The next email, sent ten minutes later:
“And now Salon. This is getting legs. Any info would be greatly appreciated ASAP.”
A developing press release being circulated internally on the issue, sent at 3:04 PM, says that DHS is only involved if the protest takes place on federal property, though it notes an exception:
Since these protests are lawfully protected first amendment activities, we are treating all “occupy” demonstrations as peaceful. We are working with GSA [General Services Administration] and each city government to ensure that all parties concerned are safe and secure.

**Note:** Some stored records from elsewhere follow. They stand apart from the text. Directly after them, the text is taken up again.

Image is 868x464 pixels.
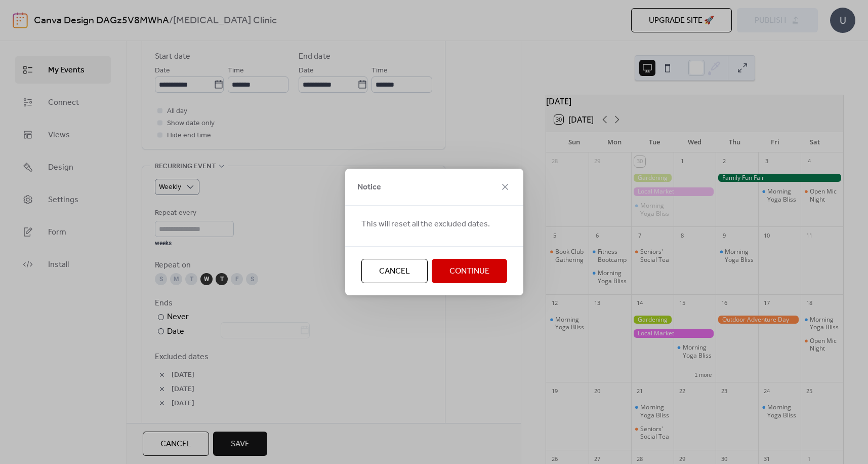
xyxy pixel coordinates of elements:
[362,259,427,283] button: Cancel
[379,266,410,277] span: Cancel
[450,266,489,277] span: Continue
[432,259,507,283] button: Continue
[358,181,381,193] span: Notice
[362,218,490,230] span: This will reset all the excluded dates.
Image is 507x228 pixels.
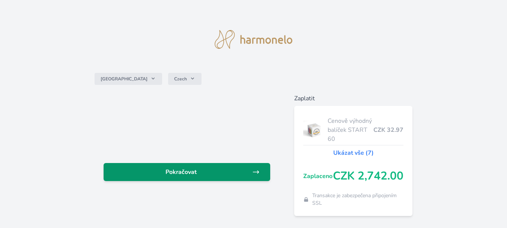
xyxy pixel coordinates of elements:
span: Zaplaceno [303,171,333,180]
button: [GEOGRAPHIC_DATA] [95,73,162,85]
a: Pokračovat [104,163,270,181]
img: start.jpg [303,120,324,139]
a: Ukázat vše (7) [333,148,374,157]
span: Pokračovat [110,167,252,176]
span: Cenově výhodný balíček START 60 [327,116,373,143]
h6: Zaplatit [294,94,412,103]
span: CZK 2,742.00 [333,169,403,183]
span: Czech [174,76,187,82]
span: Transakce je zabezpečena připojením SSL [312,192,404,207]
span: CZK 32.97 [373,125,403,134]
span: [GEOGRAPHIC_DATA] [101,76,147,82]
img: logo.svg [215,30,293,49]
button: Czech [168,73,201,85]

When a protest area on federal property is deemed unsanitary or unsafe by GSA or a city, we work with those officials to develop a plan to evacuate the participants in a safe manner.We have held standard coordination calls and face-to-face meetings with our partners to ensure that the proper resources are available for operations such as street closures etc. the only eviction FPS has been involved with was assisting the Portland police bureau at the federally-owned Terry Schrunk Plaza where FPS [Federal Protective Service, a branch of DHS that protects federally owned buildings] arrested two people.
On background, which means that the information can not be directly attributed to DHS, the agency offered this information: “DHS is not actively coordinating with local law enforcement agencies and/or city governments concerning the evictions of Occupy encampments writ large.”
In another thread, a person named Brent Colburn, whose title and role were not identified, says that “we really need to stress … how rare the federal involvement is.”
However, the extent of DHS’s coordination with localities is further muddled in an internal email sent earlier by a Robert M. Davis – also without information identifying his role related to the agency, on November 16 at 3:41 PM – in which another possible exception to the assertion that DHS isn’t “actively coordination with local law enforcement” is put forward.
“FPS only has jurisdiction on federal property but will assist local authorities upon request with things like road closures, etc. DC, for instance, may require our assistance tomorrow with Key Bridge activities, etc.”
The Key Bridge protest took place on November 17 on a major bridge in the capitol.
In another separate thread, written before the Key Bridge protest, Colburn asks: “Triple checking on this – there hasn’t been any connection except for Portland?”
In the documents received by Truthout, his question goes unanswered.